Bring in experts to your organization or send your employees to training programs outside your organization to help with the training and management process. You and your trainers don’t have to do all of the training yourselves; try to either bring in experts from outside sources to train on specific topics for a day or two or send your employees to outside training sessions. You could also encourage your team to go online and watch YouTube videos or provide your employees with a subscription to Lynda.com to better their skills at something or learn a new skill every month. Learning and gaining experiences from others outside your organization will sometimes trigger a thought or two to help your employees understand something better. Use other’s knowledge to better your employee’s success.

5. Immersion Training

Immersion training is when you set up a couple of hours, or a day or two of training with the entire staff as a group. Evaluate your staff and come up with the best topic that your entire staff can benefit from. This will not only help the staff learn a new skill but will also bring them together as one to communicate and better their relationship with one another. When your employees work well together, your business will thrive even more.

The Staff Managing Process

The managing of your staff comes every day; making sure your staff is well equipped and always ready to get the job done.

The most important things to remember when managing your staff is:

1. Always make sure that everyone is happy and working to the best of their abilities.

Keeping a smile on your employees faces when they are at work is extremely important for your business’ success. Always keep your doors open for any employee to be able to freely come to you with any issues they may be having and try to solve it for them. Whatever the issue may be, whether it’s their pay, their hours or a conflict with another employee, set a good environment at your company. For many, they spend more time at work than they do at home so make them feel comfortable as best you can.

2. Always keep everyone on your staff on the same page.

Schedule daily or weekly team huddles to talk about open items or issues; making sure that everyone understands what they are supposed to do and what to expect. This will ensure that no one on your team feels neglected or left out and nothing falls through the cracks; keeping your business organized and productive.

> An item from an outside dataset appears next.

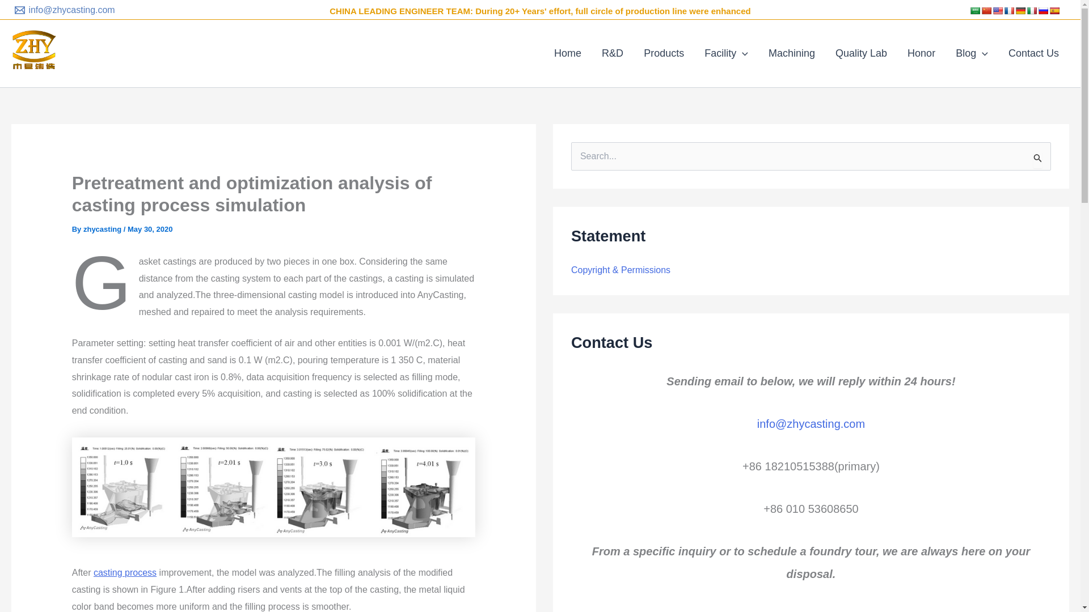 The height and width of the screenshot is (612, 1089). What do you see at coordinates (1033, 53) in the screenshot?
I see `Contact Us` at bounding box center [1033, 53].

3. If you feel that an employee is not meeting your standards and are just not the right fit, after all, it’s time to let them go.

It’s probably the worst part of a business owner or managers job; to tell someone that they’ve been fired, but it has to be done. Your business’s success is important, and if a staff member is the cause of you not being able to achieve your business’s goals, then it’s the right call. The rules and regulations on terminating an employee are simple. Robert Tzall, a commercial small business lawyer says, if the employee is not doing the job, “the employer is able to fire the employee at will.” It’s not good for your business, other employee’s morale or the employee in question to try to fit a square peg into a round hole. 

Managing people is hard, especially when you’re wearing 6 million different hats at once. So just, be patient, hire the right people, train them properly and keep them happy to come to work every day. In addition, the training doesn’t have to stop with your employees; you too can benefit from keeping yourself on a training schedule to learn new skills that you can apply to your business and help it grow.